With 887 dead so far and about 1,200 suspected cases as reported by the World Health Organization, the outbreak of the Ebola virus currently tearing through several African countries is now being considered the deadliest in history. Ever since its first appearance in 1976 in Sudan and the Democratic Republic of Congo, the virus, while lethal with a mortality rate of 90 percent, has had mostly isolated, sporadic outbreaks. The biggest previous incident recorded 224 deaths, and in its 38-year history the virus has chalked up a total of 2,300 casualties.
Which makes the current outbreak the biggest and fastest in terms of spread and fatality rate. Where previously it struck in remote areas of Sudan, Zaire, Uganda and Congo, the hotspots this time are Guinea, Liberia and Sierra Leone. Nigeria has also confirmed its second case of Ebola, following reports that an American traveler boarded a flight in Liberia to the Nigerian capital of Lagos and died soon after. The 40-year-old US citizen was said to have attended the funeral of his sister, who also died from Ebola, before he himself expired after experiencing severe vomiting and diarrhea across two flights. Now Nigerian health officials are racing against time to track down some 30,000 people who might have come in contact with the man in the plane or in the airport.
And because Nigeria is Africa’s most populous nation, the appearance of the virus there dramatically raises the stakes. Its international gateway, the Murtala Muhammed International Airport, is among the busiest in the continent, serving more than 7.1 million passengers in 2012. And as Richard Preston—author of “The Hot Zone,” the best-selling 1994 nonfiction book on the Ebola virus—gravely noted, “a hot virus from the rain forest lives within a twenty-four-hour plane flight from every city on earth. All of the earth’s cities are connected by a web of airline routes. The web is a network. Once a virus hits the net, it can shoot anywhere in a day—Paris, Tokyo, New York, Los Angeles, whenever planes fly…”
Manila, too—or Cebu, or Davao, our hubs for international departures and arrivals. While many of us would imagine Africa and its exotic diseases as too remote and removed from our existence, the possibility of such outbreaks eventually reaching our shores is very real, given our interconnectedness with the global airline network. More than that, we actually have overseas Filipino workers even in such distant places as West Africa.
When a travel ban was imposed last July 4 following news of the latest Ebola outbreak, the Department of Foreign Affairs said some 3,491 Filipinos are working in Liberia, Guinea and Sierra Leone. Seven OFWs who arrived a couple of days ago from Sierra Leone tested negative of the virus; they were part of a construction company that, responsibly, immediately sent its foreign employees home to protect them from the risk of contracting the disease.
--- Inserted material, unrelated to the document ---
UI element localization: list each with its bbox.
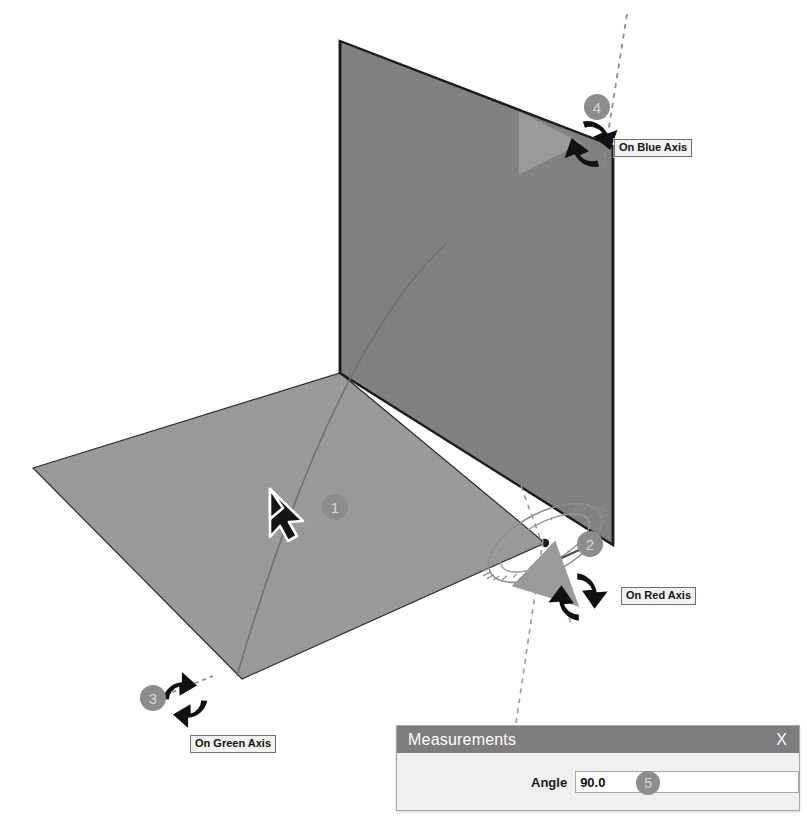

Sufferers typically exhibit flu-like symptoms at the start, but the hemorrhagic fever eventually unravels into something more horrifying, with intense vomiting, diarrhea, and internal and external bleeding. The last phase is described by Reston in horror-movie terms: “The human virus bomb explodes”—what military biohazard experts describe as the victim having “crashed and bled out.”
The only mitigating factor is that the virus is not passed by air, but only through very close contact with an infected person. “I wouldn’t be worried to sit next to someone with Ebola virus on the Tube as long as they don’t vomit on you or something,” said Peter Piot, the Belgian scientist who codiscovered the Ebola virus. “This is an infection that requires very close contact.”
Doctors and nurses from the Bureau of Quarantine and International Health Surveillance are now reportedly monitoring passengers of connecting flights from West African countries. The Philippine Overseas Employment Administration has also said it is trying to reach OFWs in affected areas through their recruitment agencies to warn them to hew to security precautions.
It’s important to be vigilant. The government must be ready to fly out OFWs from badly-hit areas without a moment’s delay should it prove necessary, and treat returning Filipinos exhibiting symptoms of the disease with dispatch—but without generating public panic or allowing stigma and discrimination to befall them and their families. The government cannot afford to be matter-of-fact or careless; the outbreak must not reach Philippine shores.